As the courts developed a longer list of precedents and case law, fears over immigration in the 1920s and afterward spurred increasing attention to those seen as deviant, whether it be an interracial union or a landless male South Asian migrant. However, the importance of marriage once again surfaced.  Newspaper editors in Vancouver decried the Canadian state’s denial of family reunification for the local Sikh population arguing that as subjects of the British Empire, they deserved greater consideration.  Unlike Chinese “coolies” – whom many at the time argued were subservient, dependent unfit for democracy — Sikh me were strong, “pastoral and gallant”, thus deserving of “rescue from the dangers of “barrack life.” (211) To deny such men their families was to deny them their rights as not only citizens but “husbands and fathers.”

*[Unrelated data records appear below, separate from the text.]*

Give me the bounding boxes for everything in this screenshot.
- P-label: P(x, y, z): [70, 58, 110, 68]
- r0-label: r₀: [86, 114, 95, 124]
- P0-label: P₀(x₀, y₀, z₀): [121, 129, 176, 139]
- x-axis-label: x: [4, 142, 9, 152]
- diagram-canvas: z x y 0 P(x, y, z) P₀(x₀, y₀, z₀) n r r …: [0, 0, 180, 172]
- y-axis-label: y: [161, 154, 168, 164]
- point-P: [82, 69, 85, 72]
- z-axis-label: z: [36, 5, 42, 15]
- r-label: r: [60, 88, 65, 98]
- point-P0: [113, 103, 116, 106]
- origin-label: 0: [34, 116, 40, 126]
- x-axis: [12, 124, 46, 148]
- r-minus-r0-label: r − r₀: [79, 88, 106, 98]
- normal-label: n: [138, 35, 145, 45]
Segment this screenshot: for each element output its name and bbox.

This hardening of the nation state meant that though fewer South Asian immigrants could migrate to American and Canadian shores, those that struggled with deportation found that their interracial marriages could save them: “[i]mmigrants facing deportation and their advocates emphasized that whatever antipathy to racial mixture the state wished to enforce it must recognize and protect the multi racial nuclear conjugal family that existed on the ground.” (256)

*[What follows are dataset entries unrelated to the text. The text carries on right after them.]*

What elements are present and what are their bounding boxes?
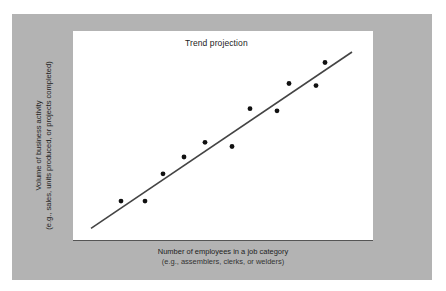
data-point	[203, 140, 208, 145]
data-point	[275, 108, 280, 113]
trend-line	[91, 52, 352, 228]
y-axis-subtitle: (e.g., sales, units produced, or project…	[43, 41, 53, 251]
y-axis-label: Volume of business activity (e.g., sales…	[34, 41, 53, 251]
data-point	[323, 60, 328, 65]
data-point	[230, 144, 235, 149]
data-points	[119, 60, 328, 203]
data-point	[314, 83, 319, 88]
x-axis-label: Number of employees in a job category (e…	[73, 247, 373, 266]
y-axis-title: Volume of business activity	[34, 41, 44, 251]
data-point	[248, 106, 253, 111]
x-axis-title: Number of employees in a job category	[73, 247, 373, 257]
chart-title: Trend projection	[185, 38, 248, 48]
data-point	[182, 155, 187, 160]
data-point	[287, 81, 292, 86]
data-point	[161, 171, 166, 176]
x-axis-subtitle: (e.g., assemblers, clerks, or welders)	[73, 257, 373, 267]
data-point	[143, 199, 148, 204]
data-point	[119, 199, 124, 204]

Certainly, one could point to parallels between the burgeoning Western economies of the pre-WWII West with those of America’s commercial agriculturalists, industrialists, and meat processing centers today.  Shah notes this congruency along with the incongruent historical narrative in which policymakers attributed the success of Canadian and American democratic pluralism to “a societal paradigm that sustained the rule of law, property rights, free expression, immigrant assimilation, diverse association, and family stability.” (4) Elites functionally erased the long history of marginalization, exclusion, and dispossession.

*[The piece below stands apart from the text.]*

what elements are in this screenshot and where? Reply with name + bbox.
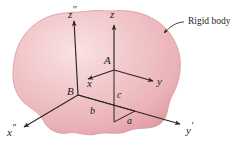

Really this is the point. Tropes about model minorities and the traditional domesticities ascribed to East and South Asian immigrants stand in opposition to the juridical and societal discourse that surrounded these populations in the first half of the twentieth century. Sexuality and marriage played key roles in the lives of South Asian and East Asian migrants.  Shah clearly traces the trajectory that led America to favor families and marriages in the immigration reforms established under the 1965 Immigration Reform Act (though it was not implemented until 1968).  While this act eliminated discrimination based on race, place of birth, sex and residence, it also implemented a new standard that introduced the family standard preference. In the end, in the early twentieth century and afterward, resources and protections were distributed in ways that privileged settlement for a select few, while ensuring that the transience of most migrants left them increasingly vulnerable. For a nation that has been starkly dependent on landless labor since emancipation, it raises real questions about the justice of American immigration law and the ways in which daily intimacies, race, and ethnicity intervene in determining who, where, and how we live.